In such cases, the UpstartWorks team used the analysis and the data gathered and stitched together to raise disputes with Amazon. The dispute successfully got the vendor a refund of $421,000.

UpstartWorks manages the audits and the disputes for the vendors. The entire process is handled in-house.

For vendors to conduct their own audits manually would take an army of accountants. In this vendor’s case, UpstartWorks scanned 7,692 purchase orders, analyzing each line item.

“We can do this at scale, going back five years. We went all the way back to 2018 from December to June 2021; and [found] this much money. In other cases, our audits show over billings anywhere from two to 10 percent of the total invoices scanned. So, the numbers can get big,” noted Thambrahalli.

Boost to the Bottom Line

In some cases, there are brands where the audits identified two or three million dollars’ of overbilling. So, with supply chain constraints and raw material costs going up, this auditing process has been a great value because this is money that can go straight to the vendors’ bottom lines, he added.

Many Amazon vendors are small-to-medium-sized companies. In the audit Thambrahalli shared for the period July 2019 to June 2020, 75 percent of the merchant’s accounts payable was stuck in this vicious cycle, Thambrahalli pointed out.

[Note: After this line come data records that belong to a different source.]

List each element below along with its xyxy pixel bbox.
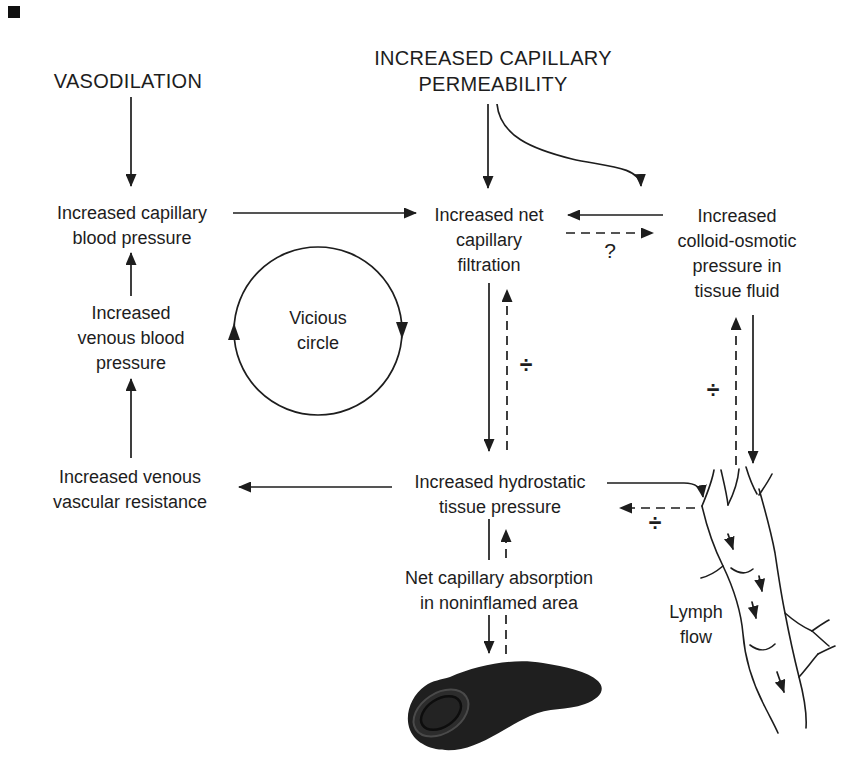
question-mark-symbol: ? — [604, 240, 616, 261]
node-increased-colloid-osmotic-pressure: Increased colloid-osmotic pressure in ti… — [677, 204, 796, 304]
node-increased-venous-blood-pressure: Increased venous blood pressure — [77, 301, 184, 376]
divide-symbol-right: ÷ — [707, 380, 720, 401]
arrow-permeability-to-colloid-curved — [497, 104, 641, 186]
divide-symbol-lymph: ÷ — [649, 513, 662, 534]
node-increased-venous-vascular-resistance: Increased venous vascular resistance — [53, 465, 207, 515]
vicious-circle-arrow-down — [396, 322, 408, 339]
divide-symbol-center: ÷ — [520, 355, 533, 376]
node-increased-hydrostatic-tissue-pressure: Increased hydrostatic tissue pressure — [414, 470, 585, 520]
node-increased-net-capillary-filtration: Increased net capillary filtration — [434, 203, 543, 278]
edema-illustration — [405, 661, 602, 750]
label-lymph-flow: Lymph flow — [669, 600, 722, 650]
node-increased-capillary-blood-pressure: Increased capillary blood pressure — [57, 201, 207, 251]
node-vasodilation: VASODILATION — [54, 68, 202, 94]
arrow-hydrostatic-to-lymph — [607, 483, 703, 497]
scan-artifact-square — [8, 6, 20, 18]
node-increased-capillary-permeability: INCREASED CAPILLARY PERMEABILITY — [374, 45, 612, 97]
node-net-capillary-absorption: Net capillary absorption in noninflamed … — [405, 566, 593, 616]
vicious-circle-arrow-up — [228, 323, 240, 340]
label-vicious-circle: Vicious circle — [289, 306, 347, 356]
edema-vicious-circle-diagram: VASODILATION INCREASED CAPILLARY PERMEAB… — [0, 0, 841, 775]
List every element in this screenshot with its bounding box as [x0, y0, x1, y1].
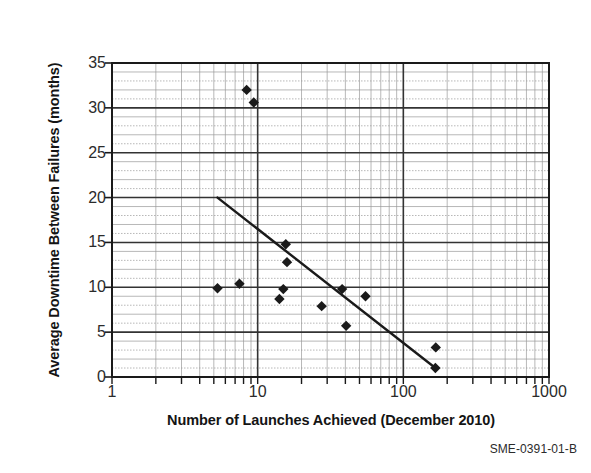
- minor-gridlines: [112, 63, 549, 377]
- data-point: [360, 291, 370, 301]
- data-point: [282, 257, 292, 267]
- chart-figure: Average Downtime Between Failures (month…: [0, 0, 591, 473]
- data-point: [241, 85, 251, 95]
- data-point: [316, 301, 326, 311]
- x-axis-tick-label: 100: [390, 383, 417, 401]
- x-axis-tick-label: 10: [249, 383, 267, 401]
- data-point: [341, 321, 351, 331]
- data-point: [431, 342, 441, 352]
- major-gridlines: [112, 63, 549, 377]
- figure-caption: SME-0391-01-B: [490, 442, 577, 456]
- x-axis-tick-label: 1: [108, 383, 117, 401]
- x-axis-label: Number of Launches Achieved (December 20…: [112, 412, 550, 428]
- data-points: [212, 85, 441, 374]
- x-axis-tick-label: 1000: [531, 383, 567, 401]
- plot-area: [0, 0, 591, 473]
- plot-frame: [112, 63, 549, 377]
- data-point: [274, 294, 284, 304]
- data-point: [278, 284, 288, 294]
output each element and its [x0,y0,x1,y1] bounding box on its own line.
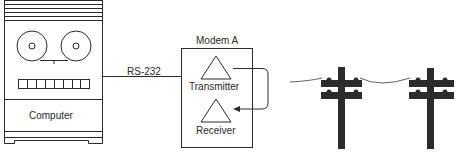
tape-reel-right-icon [61,31,91,61]
computer-icon [5,1,103,144]
modem-title: Modem A [196,36,238,46]
telephone-pole-1-icon [321,67,362,149]
receiver-triangle-icon [201,99,231,122]
receiver-label: Receiver [196,126,235,136]
rs232-label: RS-232 [127,67,161,77]
telephone-pole-2-icon [409,68,454,149]
keyboard-keys-icon [19,80,90,89]
transmitter-label: Transmitter [189,82,239,92]
transmitter-triangle-icon [201,56,231,79]
arrowhead-icon [233,106,240,112]
computer-label: Computer [29,111,73,121]
tape-reel-left-icon [17,31,47,61]
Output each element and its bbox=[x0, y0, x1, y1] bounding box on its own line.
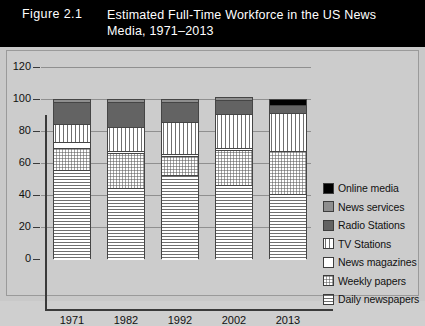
legend-item: News services bbox=[323, 198, 419, 217]
bar-segment-tv-stations bbox=[270, 113, 306, 151]
legend-label: News services bbox=[338, 201, 404, 213]
bar-segment-daily-newspapers bbox=[216, 185, 252, 260]
figure-caption: Estimated Full-Time Workforce in the US … bbox=[107, 7, 407, 39]
chart-panel: 020406080100120 19711982199220022013 Onl… bbox=[6, 50, 419, 296]
x-axis-tick-label: 2002 bbox=[204, 314, 264, 326]
legend-label: Online media bbox=[338, 182, 399, 194]
y-axis-tick-label: 60 bbox=[0, 156, 31, 168]
legend-swatch-icon bbox=[323, 257, 334, 268]
y-tick-mark bbox=[33, 227, 40, 228]
bar-segment-radio-stations bbox=[162, 102, 198, 123]
legend-label: TV Stations bbox=[338, 238, 391, 250]
x-axis-tick-label: 1982 bbox=[96, 314, 156, 326]
legend-item: Radio Stations bbox=[323, 216, 419, 235]
bar-segment-tv-stations bbox=[54, 124, 90, 142]
plot-area bbox=[41, 67, 311, 259]
legend-swatch-icon bbox=[323, 238, 334, 249]
bar-segment-weekly-papers bbox=[216, 150, 252, 185]
y-tick-mark bbox=[33, 67, 40, 68]
y-axis-tick-label: 40 bbox=[0, 188, 31, 200]
x-axis-tick-label: 2013 bbox=[258, 314, 318, 326]
y-tick-mark bbox=[33, 131, 40, 132]
legend-swatch-icon bbox=[323, 201, 334, 212]
legend-item: Online media bbox=[323, 179, 419, 198]
bar-1982 bbox=[107, 99, 145, 259]
bar-segment-radio-stations bbox=[54, 102, 90, 124]
y-axis-tick-label: 100 bbox=[0, 92, 31, 104]
bar-segment-daily-newspapers bbox=[270, 194, 306, 260]
legend-item: TV Stations bbox=[323, 235, 419, 254]
bar-segment-radio-stations bbox=[108, 102, 144, 128]
legend-item: Weekly papers bbox=[323, 272, 419, 291]
bar-segment-radio-stations bbox=[270, 105, 306, 113]
y-tick-mark bbox=[33, 195, 40, 196]
y-tick-mark bbox=[33, 99, 40, 100]
y-axis-tick-label: 0 bbox=[0, 252, 31, 264]
bar-segment-tv-stations bbox=[108, 127, 144, 151]
bar-2013 bbox=[269, 99, 307, 259]
bar-segment-daily-newspapers bbox=[162, 175, 198, 260]
bar-segment-radio-stations bbox=[216, 100, 252, 114]
legend-swatch-icon bbox=[323, 183, 334, 194]
legend-label: Daily newspapers bbox=[338, 293, 419, 305]
y-axis-tick-label: 20 bbox=[0, 220, 31, 232]
bar-segment-daily-newspapers bbox=[54, 170, 90, 260]
bar-segment-daily-newspapers bbox=[108, 188, 144, 260]
bar-1992 bbox=[161, 99, 199, 259]
bar-segment-weekly-papers bbox=[108, 153, 144, 188]
legend-swatch-icon bbox=[323, 294, 334, 305]
bar-segment-weekly-papers bbox=[54, 148, 90, 170]
legend-item: Daily newspapers bbox=[323, 290, 419, 309]
legend-swatch-icon bbox=[323, 220, 334, 231]
legend-label: News magazines bbox=[338, 256, 417, 268]
y-axis-tick-label: 120 bbox=[0, 60, 31, 72]
x-axis-tick-label: 1971 bbox=[42, 314, 102, 326]
bar-segment-tv-stations bbox=[216, 114, 252, 148]
bar-segment-weekly-papers bbox=[270, 151, 306, 194]
y-axis-tick-label: 80 bbox=[0, 124, 31, 136]
bar-segment-tv-stations bbox=[162, 122, 198, 154]
bar-2002 bbox=[215, 97, 253, 259]
legend-label: Weekly papers bbox=[338, 275, 406, 287]
figure-number: Figure 2.1 bbox=[22, 7, 82, 21]
bar-segment-weekly-papers bbox=[162, 156, 198, 175]
x-axis-line bbox=[45, 309, 333, 311]
figure-title-banner: Figure 2.1 Estimated Full-Time Workforce… bbox=[0, 0, 425, 47]
legend-swatch-icon bbox=[323, 275, 334, 286]
x-axis-tick-label: 1992 bbox=[150, 314, 210, 326]
bar-1971 bbox=[53, 99, 91, 259]
chart-legend: Online mediaNews servicesRadio StationsT… bbox=[323, 179, 419, 309]
y-tick-mark bbox=[33, 163, 40, 164]
legend-label: Radio Stations bbox=[338, 219, 405, 231]
y-tick-mark bbox=[33, 259, 40, 260]
legend-item: News magazines bbox=[323, 253, 419, 272]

UpstartWorks Accounting Automation Engine

“I am not saying that this is the holy grail of all the problems they are facing. But hopefully this will help alleviate a little bit of pressure on profitability that several brands are facing — given the macro conditions in the market currently,” he reasoned.

Jack M. Germain

Jack M. Germain has been an ECT News Network reporter since 2003. His main areas of focus are enterprise IT, Linux and open-source technologies. He is an esteemed reviewer of Linux distros and other open-source software. In addition, Jack extensively covers business technology and privacy issues, as well as developments in e-commerce and consumer electronics. Email Jack.